Computers are basically irrelevant but networking would be huge - being able to communicate near-instantly across large distances was possibly the single biggest limiting factor for the size of empires in agrarian societies (other than food).
Writing doesn't do as much as you'd think for long-term fixed preservation of knowledge. It sure helps, but 1) oral teachings exist and useful practices are passed down whether or not they're written, and 2) at the end of the day books need to be constantly rewritten as they wear out, and ancient libraries burned down all the time.
In terms of building a civilisation in the first place, animal husbandry is vastly more useful than writing because writing is something scribes do (i.e. your non-farming elite - in medieval times, more than 9/10 of the population were farmers, and prehistorical farming was likely far less efficient than medieval farming what with the lack of iron etc), and animal husbandry improves your agriculture dramatically and are a major factor in providing the food-surplus for those scribes to exist in the first place.
In fact, particularly food-poor empires tend to be conquered by more food-rich empires that can field larger armies, so if your hypothetical has-writing empire fought my hypothetical has-animals empire then I expect mine would win.
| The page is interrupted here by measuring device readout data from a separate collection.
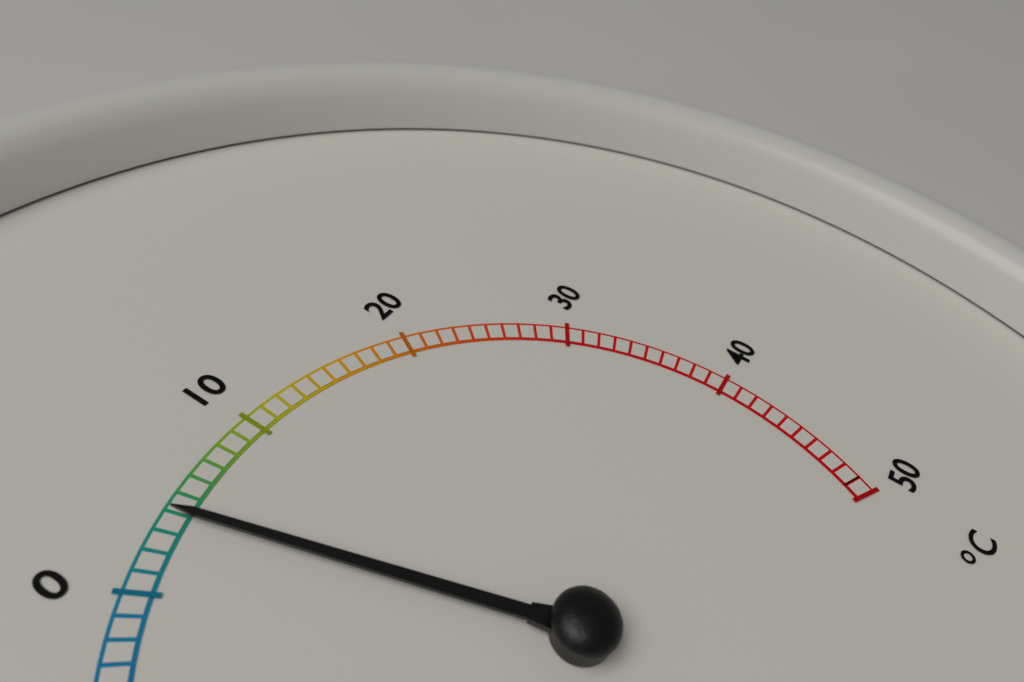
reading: 4 °C
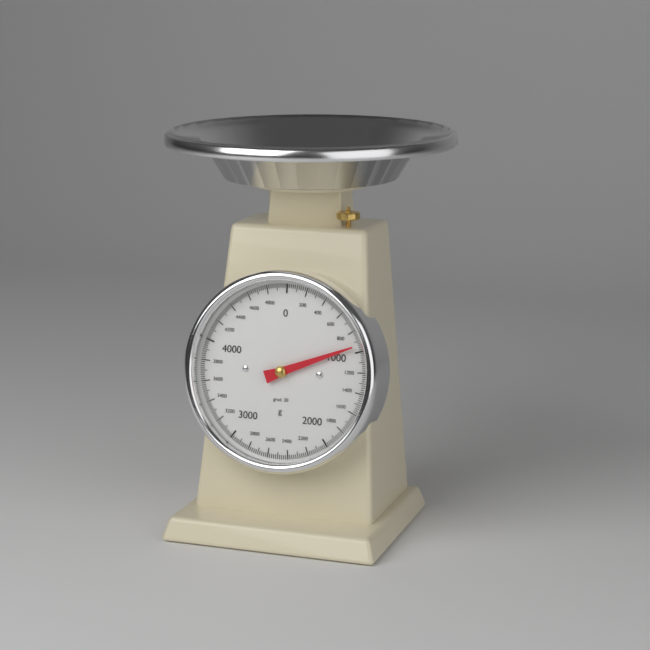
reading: 940 g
Especially since your army wouldn't have cavalry or charioteers.
>being able to communicate near-instantly across large distances was possibly the single biggest limiting factor for the size of empires in agrarian societies
Seemingly, yes, but this hasn't been proven quite yet. The American empire appears to be losing dominance since the proliferation of the internet, for example. However, the American empire certainly gained tremendous power from broadcasted electronic mediums.
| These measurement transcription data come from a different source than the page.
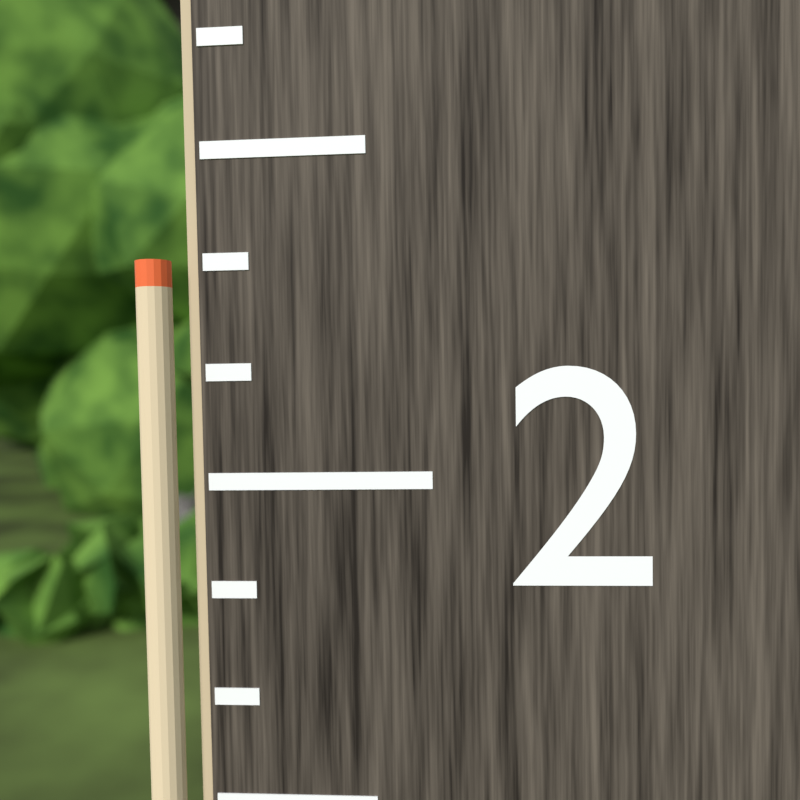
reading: 2.166667 (no unit)
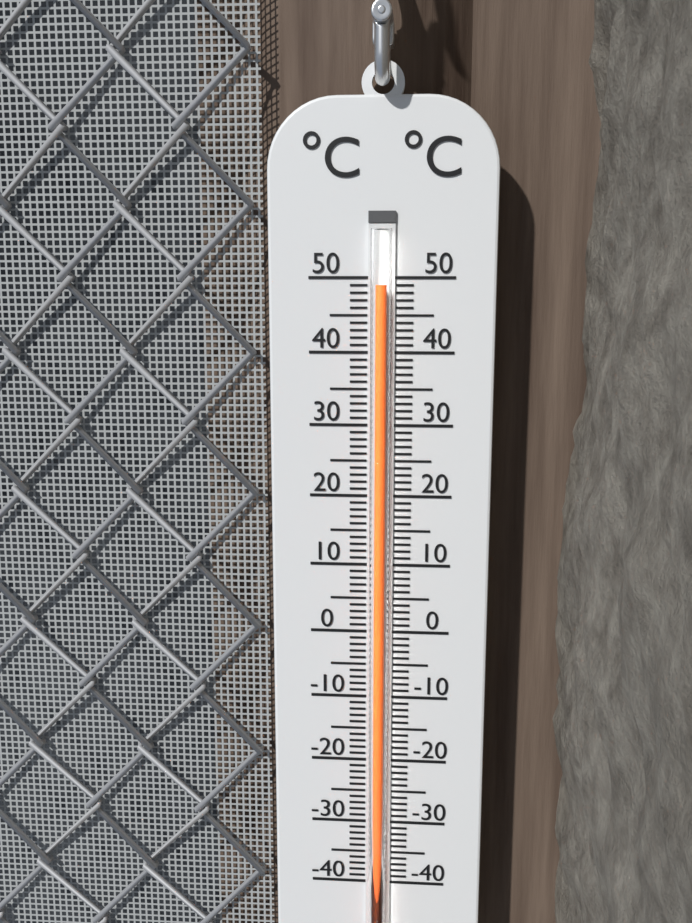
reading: 49 °C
I would argue that convincingly unfaked communication is more important than fast communication.
America gained cultural power over the world by making most of the worlds films. But if those films took a year to arrive in Turkmenistan, it wouldn't diminish the power of that culture over the people.
However, if rather than a film arriving, it was a guy on horseback who had heard legend of someone who had once seen an American film, then it would probably have little impact.
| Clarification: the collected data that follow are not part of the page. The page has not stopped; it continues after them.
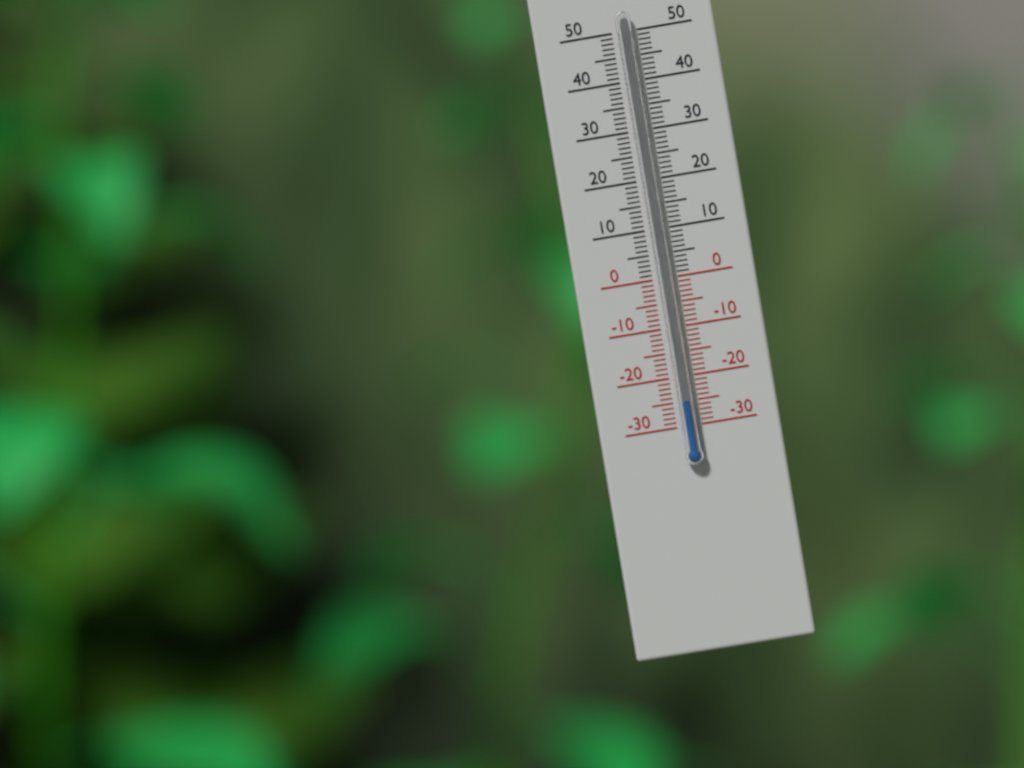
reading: -25 °C
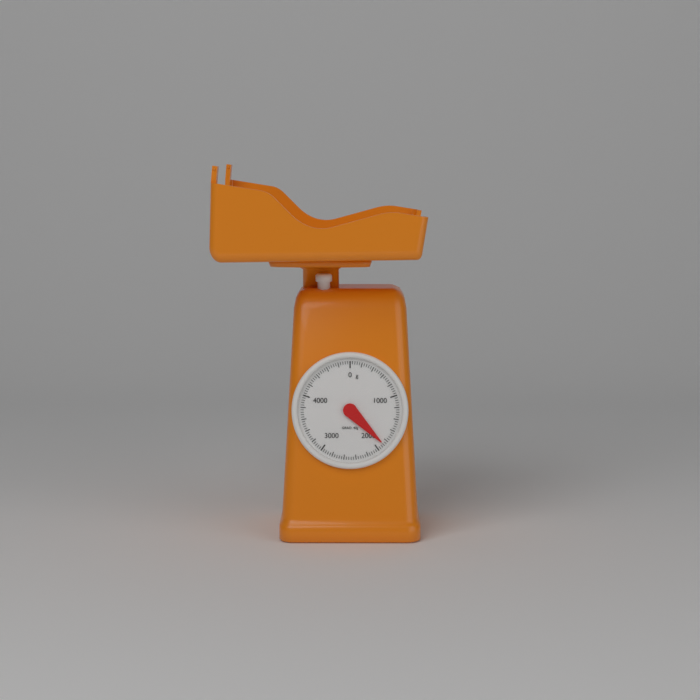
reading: 1880 g
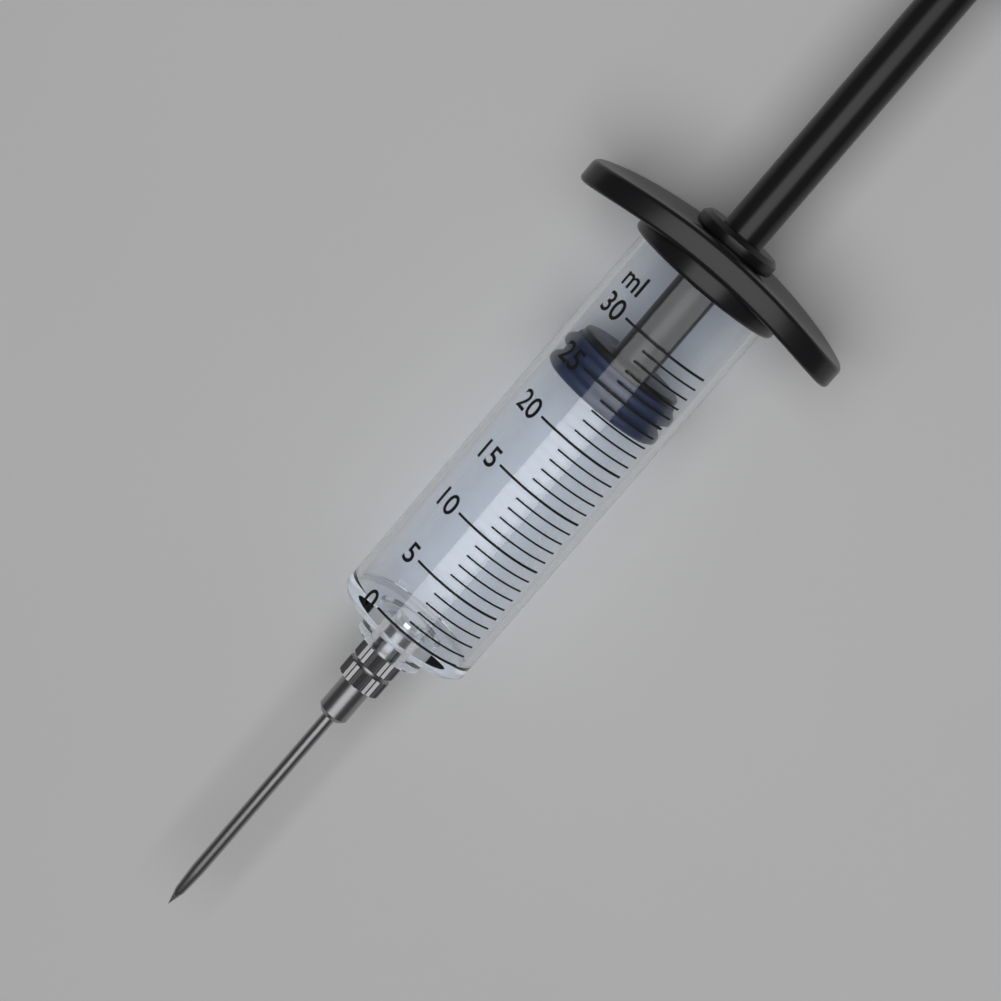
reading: 23 ml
The emergence of the state probably could not have happened without writing. Steam engines and machine tools could not have happened without the printing press. Networking (telegraph) was the predecessor technology of computers.
>The emergence of the state probably could not have happened without writing.
Empirically speaking the opposite is more likely - writing emerged from state accountants keeping records of grain etc. Writing was independently invented by several states across the globe, in fact.
>Steam engines and machine tools could not have happened without the printing press.
Why's that?
This is a very hard subject to discuss, because steam engines and the industrial revolution (I mean precisely the shift from an agrarian economy to a mineral economy, i.e. the switch to using non-living energy sources) happened exactly once, in the UK, and spread worldwide from there. It's hard to extrapolate from a dataset of one.
However, from what I understand of the industrial revolution, it didn't strictly require the printing press - the core driver was of needing to extract coal from a deep coal mine that was flooded; because the coal mine produced a bunch of low-grade coal that was disposed of onsite by burning it (because it was too crappy to be worth the transport costs of selling it) the efficiency of the steam engine didn't matter because the fuel was free.
There were a bunch of implicit requirements (the obvious one being the demand for coal) that are extensively debated, and while we could speculate the printing press was helpful in some way, I don't see any reason why a printing press would be a hard-requirement.
>Networking (telegraph) was the predecessor technology of computers.
The Antikythera mechanism predates the telegraph by millennia. Computing was orthogonal to networking for the majority of its history.
Computers are basically irrelevant but networking would be huge - being able to communicate near-instantly across large distances was possibly the single biggest limiting factor for the size of empires in agrarian societies (other than food).